PT-005 - GRIN2 IS A POWERFUL TOOL TO IDENTIFY GENOMIC HOT-SPOT LOCI AND ENABLES MULTI-OMICS INTEGRATION.
Wednesday, May 28, 2025
5:00 PM - 6:30 PM East Coast USA Time
A. Elsayed1, C. Mullighan1, S. Pounds2; 1St. Jude Children's Research Hospital, Memphis, TN, USA, 2Member, St. Jude Faculty Director of Biostatistics Courses, St. Jude Graduate School of Biomedical, Memphis, TN, USA.

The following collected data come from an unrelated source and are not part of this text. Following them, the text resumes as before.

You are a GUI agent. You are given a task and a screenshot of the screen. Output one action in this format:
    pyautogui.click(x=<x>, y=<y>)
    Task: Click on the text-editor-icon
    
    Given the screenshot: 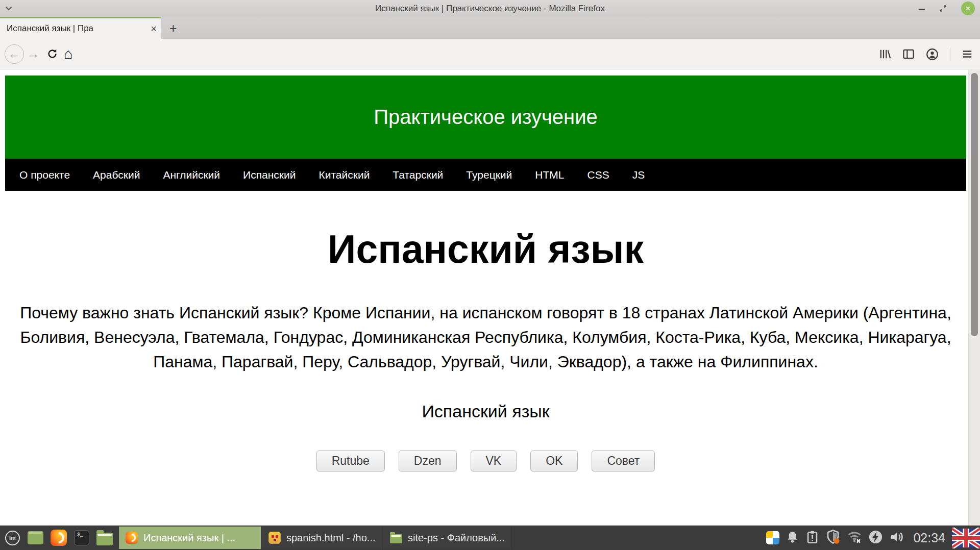 What is the action you would take?
    pyautogui.click(x=275, y=538)
    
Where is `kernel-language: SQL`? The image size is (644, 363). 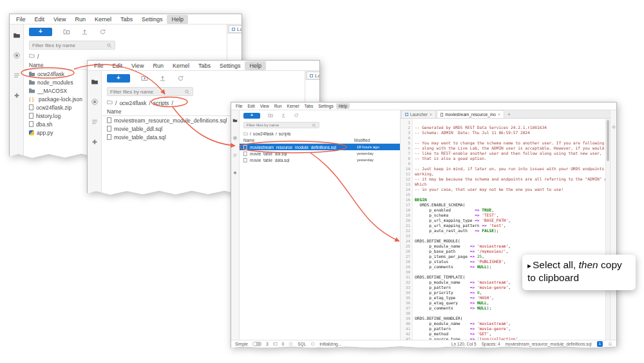 kernel-language: SQL is located at coordinates (301, 344).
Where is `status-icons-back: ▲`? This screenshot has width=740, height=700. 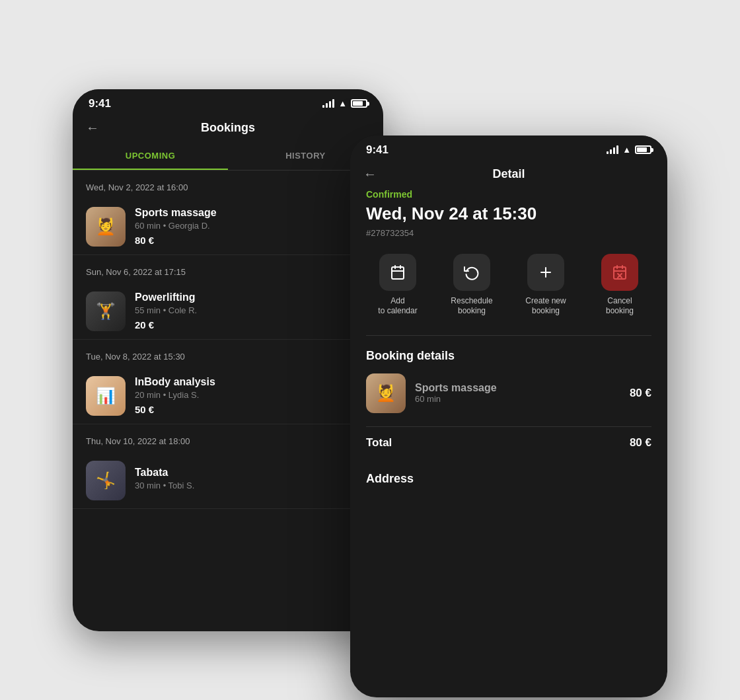
status-icons-back: ▲ is located at coordinates (345, 103).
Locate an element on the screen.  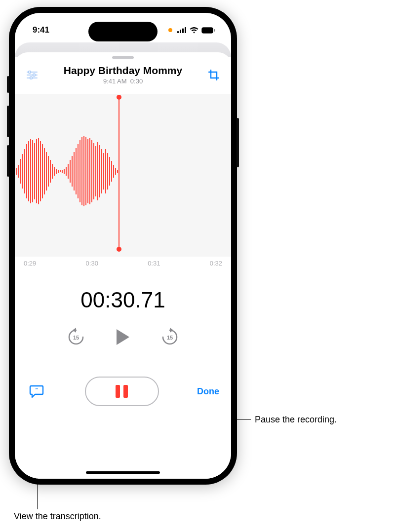
skip-back-label: 15 is located at coordinates (76, 338).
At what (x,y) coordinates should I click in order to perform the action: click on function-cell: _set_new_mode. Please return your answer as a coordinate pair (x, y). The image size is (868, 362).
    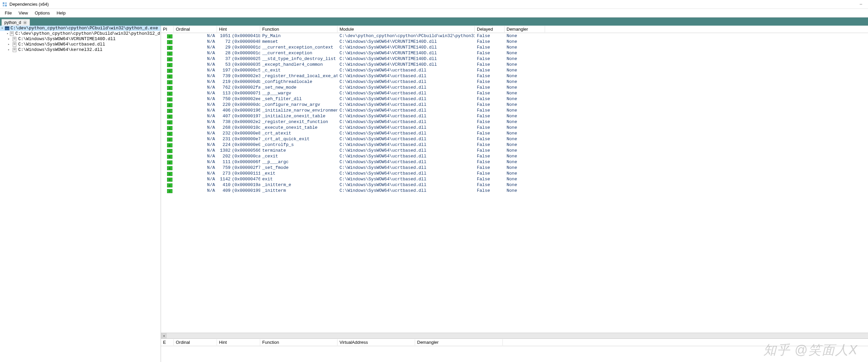
    Looking at the image, I should click on (299, 88).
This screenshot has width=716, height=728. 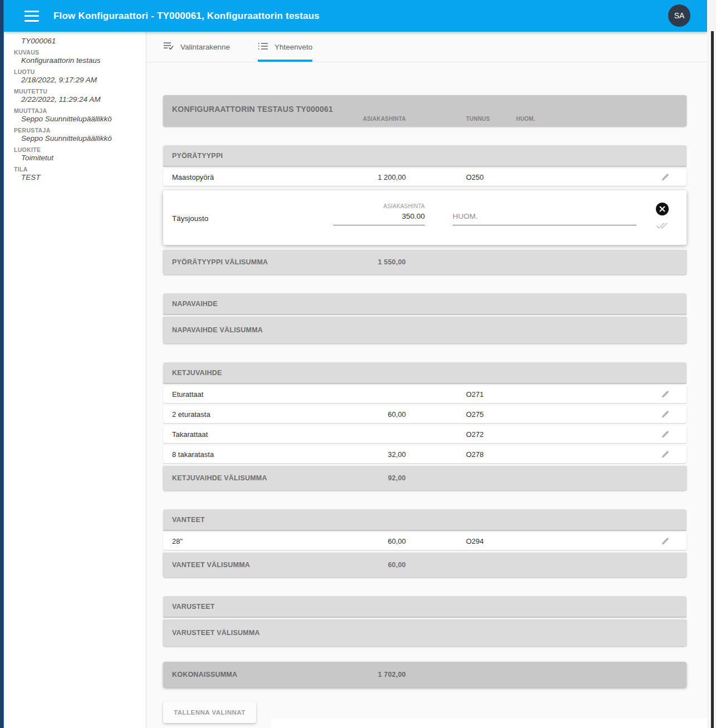 What do you see at coordinates (209, 712) in the screenshot?
I see `save-selections-button: TALLENNA VALINNAT` at bounding box center [209, 712].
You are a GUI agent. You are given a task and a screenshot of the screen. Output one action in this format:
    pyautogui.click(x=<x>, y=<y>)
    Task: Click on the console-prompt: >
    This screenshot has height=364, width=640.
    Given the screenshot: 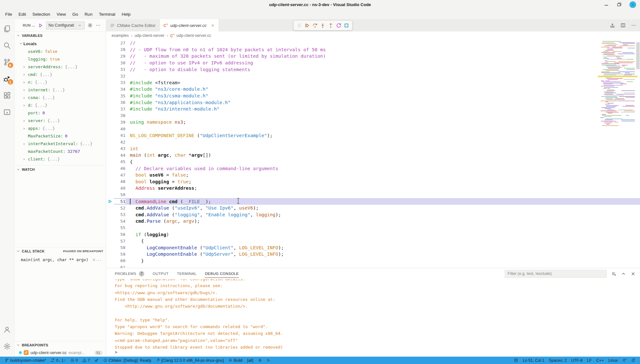 What is the action you would take?
    pyautogui.click(x=373, y=353)
    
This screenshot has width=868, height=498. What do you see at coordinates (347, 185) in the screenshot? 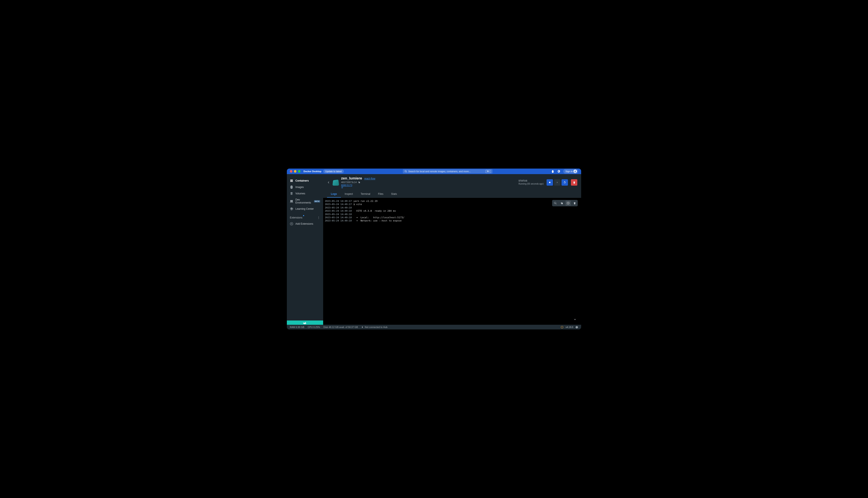
I see `port-link: 8080:5173` at bounding box center [347, 185].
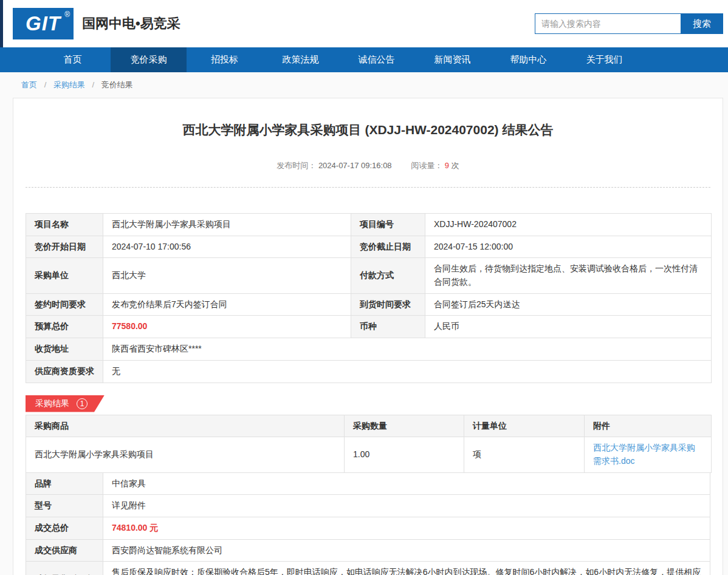 Image resolution: width=728 pixels, height=575 pixels. I want to click on search-button: 搜索, so click(702, 24).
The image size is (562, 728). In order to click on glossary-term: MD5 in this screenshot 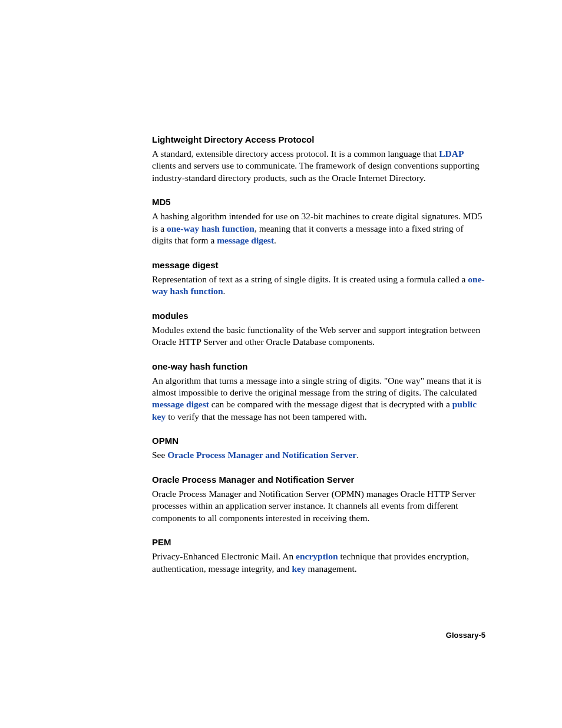, I will do `click(319, 202)`.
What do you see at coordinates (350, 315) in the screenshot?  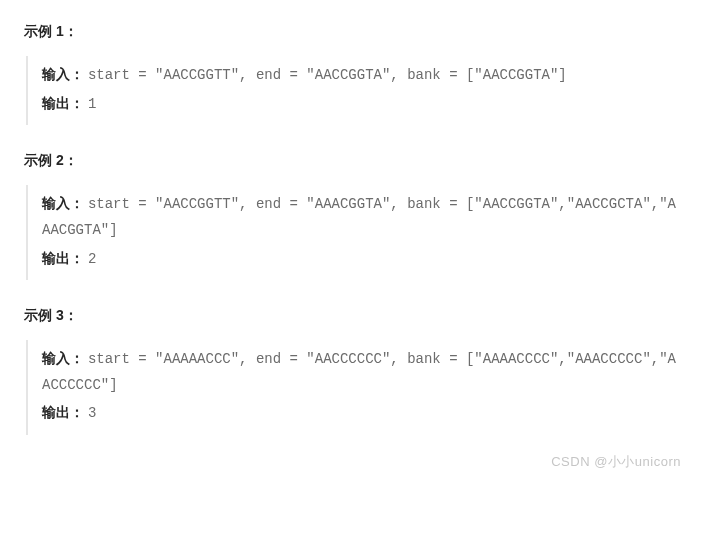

Post-doctoral Research Associate St. Jude Children's Research Hospital Lakeland, Tennessee, United States
Background: Genomic lesions are considered among the primary drivers of oncogenesis for many cancers. Recent advances in sequencing technologies have provided us with an exciting opportunity to identify multiple types of genomic lesions such as single-nucleotide substitutions, insertions, deletions, and structural rearrangements. There is a great need to analyze and integrate this information to identify important targets in cancer. Methods: We first introduced the Genomic Random Interval (GRIN) method in 2013 to identify genomic loci with a statistically significant overabundance of a specific type of lesion. Since then, we have improved the GRIN method so that it can identify hot spot loci that are affected by a constellation of multiple types of lesions (SNVs, gain, loss, etc..), while other available tools such as GISTIC2.0 and MutSigCV can only evaluate one type of lesions. We also made some technical improvements that greatly increased computing speed and added convenience features to import annotation data for genes and regulatory features automatically from reputable public bioinformatic databases. We have also incorporated the ability to evaluate the association of lesions with transcriptome data at the individual transcript and pathway levels, thereby adding additional layers of evidence to identify candidate driver events more confidently. Results: Statistical simulation studies and an example analysis of a dataset that encompasses 466 children or young adults newly diagnosed with T-cell Acute Lymphoblastic Leukemia (T-ALL) enrolled on multiple St. Jude and Children’s Oncology Group protocols identified multiple novel coding and non-coding hot-spot loci not captured by other tools. In addition, association analysis between lesion and expression data on the pathway level identified small groups of patients with distinct expression profiles that were found associated with poor treatment outcomes who might benefit from targeted treatment strategies. Conclusion: We introduce GRIN2.0 tool that can identify genomic hot-spot loci affected by one or multiple types of genomic lesions and will offer the research community an exciting opportunity for multi-omics integration which can lead to biological discoveries that are invisible to other methods.